Get an Aeon Labs/Aeotec Minimote and use it to exclude and include your Z-Wave devices. I read about this somewhere else in the community. You simply press exclude on the minimote (after the minimote is included in your hub) and then trigger the exclude mode on your device. This is much quicker than doing so in the app and allows you to exclude devices that may not be able to communicate with the hub without moving the device closer to the hub - no fun for hardwired devices. After including the devices with the minimote (the minimote must be paired with the new hub to include), then click add devices in the app and they show up all at once.
About to embark on a manual migration of about 60 devices. What is the agreed upon best approach? Best to unpair one at a time? Is there something I can do to unpair in bulk?
Alexa is my biggest external integration. Small webcore/IFTTT usage.
Thanks
Not sure if things have changed significantly since this thread, but I just started migrating and although not automatic, it does not appear to be too difficult.
I added my new v3 hub to my location.
I logged in to the IDE at https://graph.api.smartthings.com/
I edited each device and changed the associated hub.
So far, so good. No gotchas yet.
This won’t work for Zigbee and Z-Wave devices as they won’t be paired to the new hub.
Is everything still working properly after your migration? I’m thinking about upgrading and have a ton of devices that will need to migrate. Your method is enticing me to seriously think about it.
After you added the v3 hub, you simply just changed the hub name in the settings in the IDE to the v3 hub name?
Thanks!
The specified method will not work for ZigBee and Z-Wave devices. Any implication otherwise is inaccurate or incomplete.
Well, there goes that thought! Thanks for the response.
If you move the devices as mentioned there and re-pair them to the new hub would Smartthings assign/pair them correctly?
I am just playing with the idea. I think it was just incomplete. (I am absolutely aware what you wrote before, but thinking how the system would handle it.)
It might … but certainly might not. The use of the IDE is not intended for consumers - only developers.

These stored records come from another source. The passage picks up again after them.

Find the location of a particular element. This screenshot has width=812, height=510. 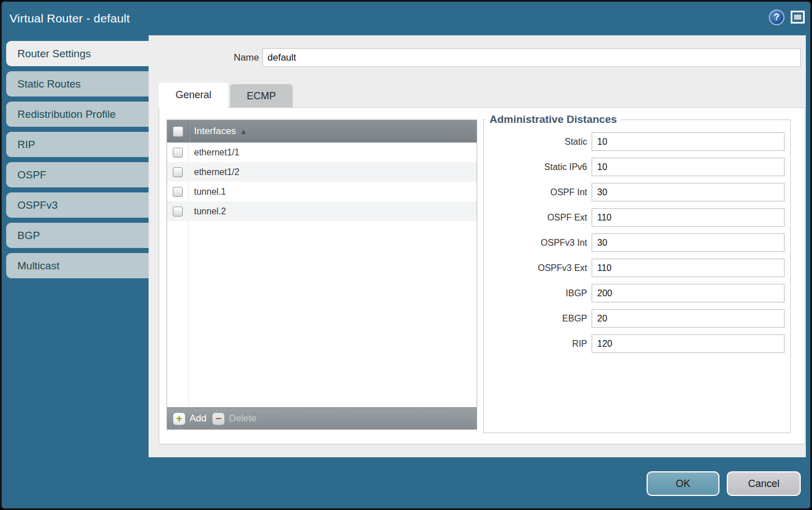

interfaces-column-header: Interfaces ▲ is located at coordinates (322, 131).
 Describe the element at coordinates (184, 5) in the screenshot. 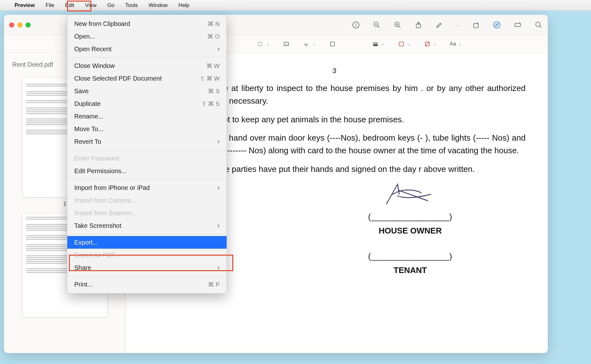

I see `menu-help: Help` at that location.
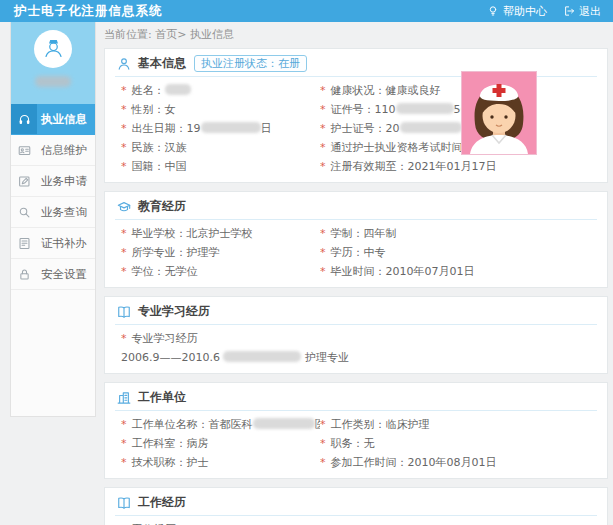 Image resolution: width=613 pixels, height=525 pixels. Describe the element at coordinates (162, 398) in the screenshot. I see `section-title: 工作单位` at that location.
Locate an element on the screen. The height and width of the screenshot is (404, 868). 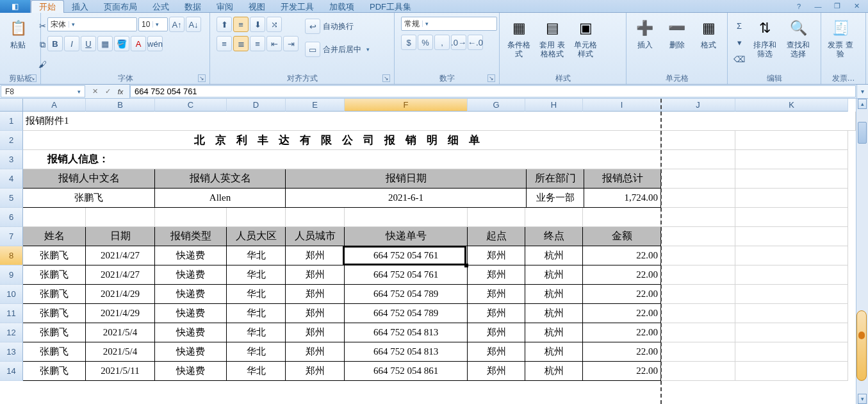
clipboard-dialog-launcher: ↘ is located at coordinates (33, 78).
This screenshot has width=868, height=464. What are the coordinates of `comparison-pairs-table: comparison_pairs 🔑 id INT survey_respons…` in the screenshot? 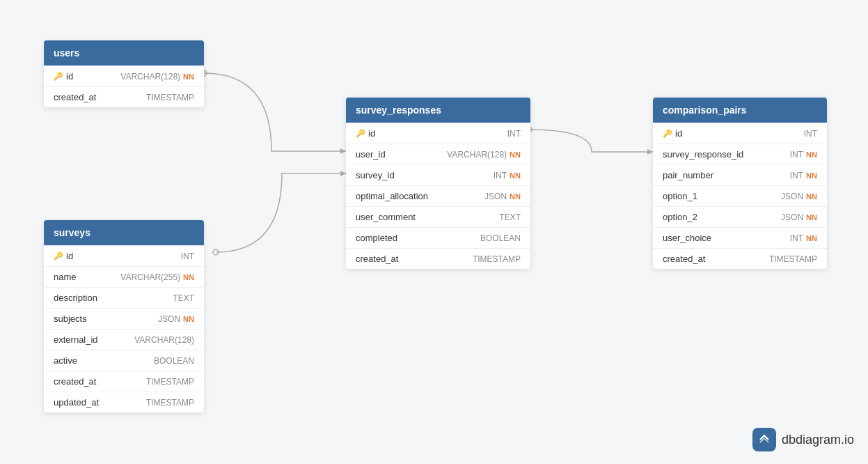 It's located at (740, 183).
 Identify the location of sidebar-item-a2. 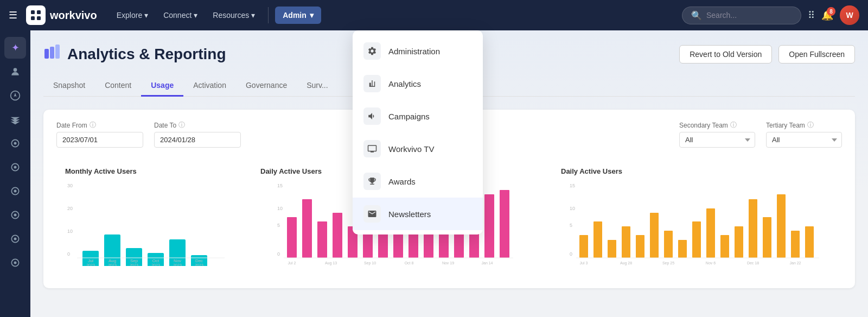
(15, 167).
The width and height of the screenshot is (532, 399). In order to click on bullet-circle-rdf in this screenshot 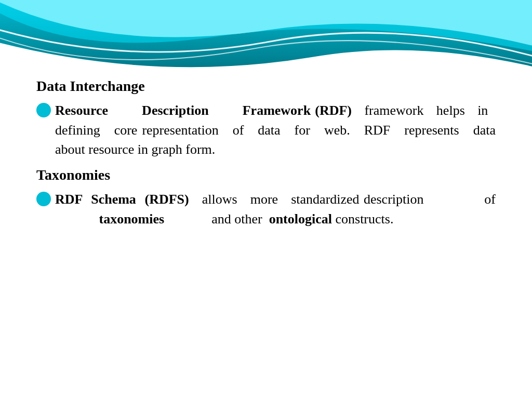, I will do `click(44, 110)`.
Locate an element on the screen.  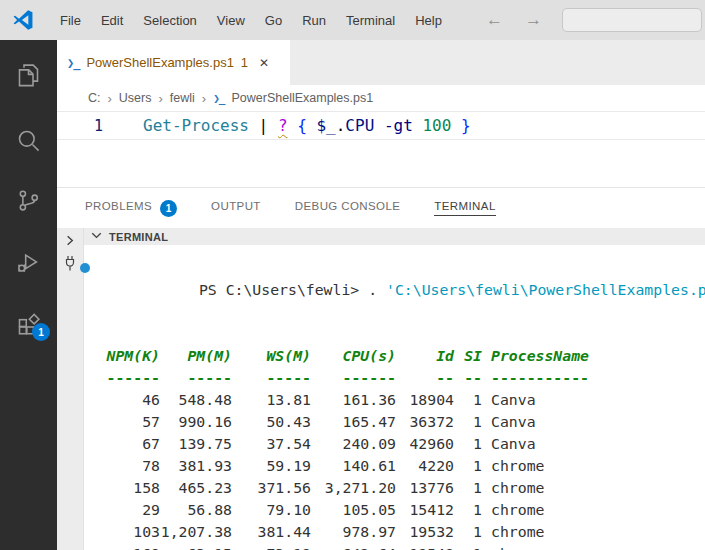
table-cell: WS(M) is located at coordinates (272, 356).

Use of the IDE to manipulate your hub and device data in undocumented ways may have completely unpredictable or unstable results.
Hi Neil,
No, it is not. They appeared to move over, but the all ended up dropping offline and I had to remove and re-add them. On top of that, the automations using IFTTT that used simulated sensors, just disappeared and I had to recreate
those simulated devices by hand (the handlers remained, but the devices did not). I have 43 physical devices and a handful of virtual.
Some devices were resistant to switching and I had to find factory resets for several. I have one power outlet (GE like some of my others) that will not give a status back to the SmartThings app, however Google Assistant
can still control it.
All-in-all it’s a cluster.
The hubs will work in conjunction in the same Location, so my recommendation is stand both up, then migrate one device at a time at your leisure.